Straightens. Quentin reaches up. Rubbing a thumb against Eliot's burning cheek: Eliot can't stop looking at him. His lovely serious sweet face.
"I think I've always been in love with you," Eliot says, barely breathing; and Quentin nods, cupping his cheek.
"I know, sweetheart," he says, really gently. "But that's not what I asked."
His big dark, sad eyes.
Eliot swallows. There is an odd, unstable sort of a wobble, buried somewhere under his sternum. "If I said no," he says; and then takes a breath, and corrects: "if. If it doesn't work out."
Quentin closes his eyes, and then touches their foreheads together.

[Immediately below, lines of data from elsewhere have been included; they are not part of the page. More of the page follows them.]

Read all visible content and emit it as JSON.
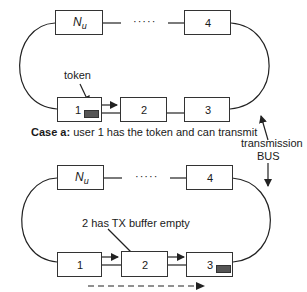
{
  "diagram": {
    "case_a": {
      "nodes": [
        {
          "id": "nu",
          "label_main": "N",
          "label_sub": "u"
        },
        {
          "id": "4",
          "label": "4"
        },
        {
          "id": "1",
          "label": "1"
        },
        {
          "id": "2",
          "label": "2"
        },
        {
          "id": "3",
          "label": "3"
        }
      ],
      "dots": "·····",
      "token_label": "token",
      "caption_bold": "Case a:",
      "caption_text": " user 1 has the token and can transmit"
    },
    "case_b": {
      "nodes": [
        {
          "id": "nu",
          "label_main": "N",
          "label_sub": "u"
        },
        {
          "id": "4",
          "label": "4"
        },
        {
          "id": "1",
          "label": "1"
        },
        {
          "id": "2",
          "label": "2"
        },
        {
          "id": "3",
          "label": "3"
        }
      ],
      "dots": "·····",
      "annotation": "2 has TX buffer empty"
    },
    "bus_label_line1": "transmission",
    "bus_label_line2": "BUS",
    "colors": {
      "line": "#222222",
      "token": "#555555"
    }
  }
}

"Then we'll figure it out," he says, very quietly, "that's not what I'm asking."
Eliot closes his eyes; and Quentin takes a breath.
"This is your home," Quentin says, very quietly. "I'm—yours, whatever happens, we're yours, I'm not going to leave, and I'm not going to—to take Teddy away from you, or something"; and Eliot—Eliot can't— "Oh, Christ, El": Quentin slides his arm around Eliot's middle.
Pulling him. Close.
Eliot curls up. Tucking his face into Quentin's throat.
"You know you gave him to me, right?" Quentin says, very quietly. "You're as much his father as I am"; and Eliot presses his eyes to Quentin's warm rough sweat-smelling skin.
Get the FUCK out of here with that intensely gorgeous prose. Talk about setting a mood. Ever since I read it, this gorgeous fic has spurred on my desire to write for the Magicians and my desire to WRITE BETTER.